Since large quilt trees like -mm can easily have patches
without clear authorship information, add a --dry-run
option to make the problem patches easy to find.
Importing a quilt patch series into git is not very difficult
but parsing the patch descriptions and all of the other
minutia take a bit of effort to get right, so this automates it.
Since git and quilt complement each other it makes sense
to make it easy to go back and forth between the two.

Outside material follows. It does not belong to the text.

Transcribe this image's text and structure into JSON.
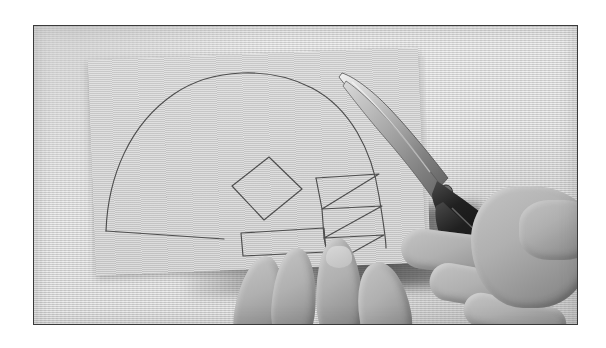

If a patch is encountered that it cannot derive the author
from the user is asked.
* ts/doctar:
Documentation/Makefile: create tarballs for the man pages and html files
SubmittingPatches: The download location of External Editor has moved
Make git-check-format-ref a builtin.
Make "git rev-list" be a builtin
builtin-diff: do not say files are renamed when blob and file are given
Provide a way to flush git-diff-tree's output
This was surprisingly easy. The diff is truly minimal: rename "main()" to
"cmd_rev_list()" in rev-list.c, and rename the whole file to reflect its
new built-in status.
Signed-off-by: Linus Torvalds <torvalds@osdl.org> Signed-off-by: Junio C Hamano <junkio@cox.net>
"git add Documentation/" when Documentation directory exists
does not barf (as it should not), but "git add ." barfed when it
did not add anything. This was because we checked for the path
prefix ("Documentation/" in the former case, and an empty string
in the latter case) for existence, and lstat("", &st) would say
"Huh?".
Gitk wants to use git-diff-tree as a filter to tell it which ids from
a given list affect a set of files or directories. We don't want to
fork and exec a new git-diff-tree process for each batch of ids, since
there could be a lot of relatively small batches. For example, a
batch could contain as many ids as fit in gitk's headline display
window, i.e. 20 or so, and we would be processing a new batch every
time the user scrolls that window.
The --stdin flag to git-diff-tree is suitable for this, but the main
difficulty is that the output of git-diff-tree gets buffered and
doesn't get sent until the buffer is full.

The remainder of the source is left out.